The Case for Global Realism

An Assessment of the Mahbubani-Summers Thesis

Originally published in The International Economy

Should we depend on consumerism to overcome the differences among nations?

First Brexit, then Turkey. The EU exit referendum and Turkey’s descent into authoritarianism have one thing in common: Both defy mainstream views, as expressed in such leading venues as The Economist, the Financial Times, and Foreign Affairs, about the relationship between domestic and international politics. In each of these venues, global policy experts either ignored the likelihood of a Brexit win or warned of its negative consequences while mocking exit supporters as xenophobic nationalists or Old England dreamers. 

For years, the same mainstream venues praised Turkey’s economic performance and ridiculed the old-fashioned secularism of the military, even as the country grew increasingly autocratic under the AKP’s leadership. 

How did the experts become so complacent? In large part, they based their confidence in the belief that economic integration would harmonize diverse cultures; and that countries joined in global prosperity will invariably experience a sociopolitical “convergence.” This is the same narrative that has generally dictated Western global development and defense policy, and global diplomacy, since the Cold War. It was confidence in this narrative that persuaded UK Prime Minister David Cameron and his advisers to believe they could not lose at the polls. 

In the May/June 2016 issue of Foreign Affairs, two influential global thinkers, Kishore Mahbubani and Lawrence Summers, argue this theme, explaining that globalization creates a homogeneous world view embodied in the social and political aspirations of a rising global middle class with common aspirations and common tastes. A byproduct of globalization, this fulfillment of global consumer preferences is leading to the “increasingly overlapping areas of commonality” and causing a “fusion of civilizations” that ensures “the progressive direction of human history.” This has made the past three decades “the best in history” and will continue to lift “the human condition to heights never seen before.” 

This is the same mistaken and misleading notion, shared by both the ideological left and right: that prosperity would lead Britons to empathize and identify with European institutions, norms, and culture; and that economic integration would lead Turks to embrace European enthusiasm for political pluralism. 

Yet this fallacy—that social and political institutions and affinities naturally follow economic ones— renders the Brits who support exit and the Turks who rally behind President Recep Tayyip Erdogan’s repression—into phenomena that the global political elite find inconceivable. 

Could it be that constructing an identity according to the logic of consumer interests is instead an illusion of the global elites?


> **Task to complete**
Print the records below exactly. Omit every picture.
___ Material for this exercise
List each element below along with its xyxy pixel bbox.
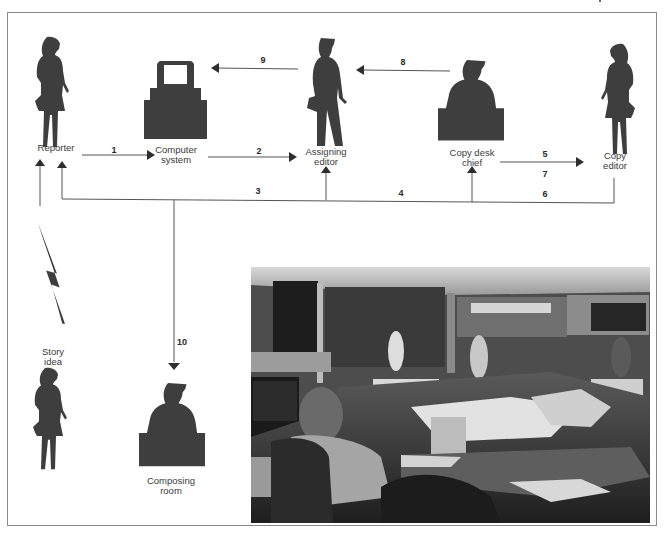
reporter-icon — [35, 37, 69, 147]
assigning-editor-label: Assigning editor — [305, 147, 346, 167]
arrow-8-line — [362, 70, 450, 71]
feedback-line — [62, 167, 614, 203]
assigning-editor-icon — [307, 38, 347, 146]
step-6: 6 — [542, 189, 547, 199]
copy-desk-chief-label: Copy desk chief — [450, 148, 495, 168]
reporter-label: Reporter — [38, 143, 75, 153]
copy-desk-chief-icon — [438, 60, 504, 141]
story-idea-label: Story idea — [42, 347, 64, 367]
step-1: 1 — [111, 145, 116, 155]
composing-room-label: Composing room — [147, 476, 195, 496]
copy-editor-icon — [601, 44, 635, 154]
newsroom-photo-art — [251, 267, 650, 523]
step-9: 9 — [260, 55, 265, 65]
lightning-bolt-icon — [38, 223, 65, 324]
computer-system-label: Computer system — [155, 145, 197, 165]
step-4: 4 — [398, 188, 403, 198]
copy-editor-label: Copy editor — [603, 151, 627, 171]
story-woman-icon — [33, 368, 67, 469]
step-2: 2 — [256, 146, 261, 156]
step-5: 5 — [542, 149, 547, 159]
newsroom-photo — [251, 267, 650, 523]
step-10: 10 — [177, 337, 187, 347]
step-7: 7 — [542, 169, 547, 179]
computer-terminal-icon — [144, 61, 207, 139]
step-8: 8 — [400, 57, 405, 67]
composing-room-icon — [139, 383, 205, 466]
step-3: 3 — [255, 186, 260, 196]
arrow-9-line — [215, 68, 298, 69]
______
> **Result of the exercise**
List each element below along with its xyxy pixel bbox.
reporter-icon — [35, 37, 69, 147]
assigning-editor-label: Assigning editor — [305, 147, 346, 167]
arrow-8-line — [362, 70, 450, 71]
feedback-line — [62, 167, 614, 203]
assigning-editor-icon — [307, 38, 347, 146]
step-6: 6 — [542, 189, 547, 199]
copy-desk-chief-label: Copy desk chief — [450, 148, 495, 168]
reporter-label: Reporter — [38, 143, 75, 153]
copy-desk-chief-icon — [438, 60, 504, 141]
story-idea-label: Story idea — [42, 347, 64, 367]
step-1: 1 — [111, 145, 116, 155]
composing-room-label: Composing room — [147, 476, 195, 496]
copy-editor-icon — [601, 44, 635, 154]
newsroom-photo-art — [251, 267, 650, 523]
step-9: 9 — [260, 55, 265, 65]
lightning-bolt-icon — [38, 223, 65, 324]
computer-system-label: Computer system — [155, 145, 197, 165]
step-4: 4 — [398, 188, 403, 198]
copy-editor-label: Copy editor — [603, 151, 627, 171]
story-woman-icon — [33, 368, 67, 469]
step-2: 2 — [256, 146, 261, 156]
step-5: 5 — [542, 149, 547, 159]
newsroom-photo — [251, 267, 650, 523]
step-10: 10 — [177, 337, 187, 347]
step-7: 7 — [542, 169, 547, 179]
computer-terminal-icon — [144, 61, 207, 139]
step-8: 8 — [400, 57, 405, 67]
composing-room-icon — [139, 383, 205, 466]
step-3: 3 — [255, 186, 260, 196]
arrow-9-line — [215, 68, 298, 69]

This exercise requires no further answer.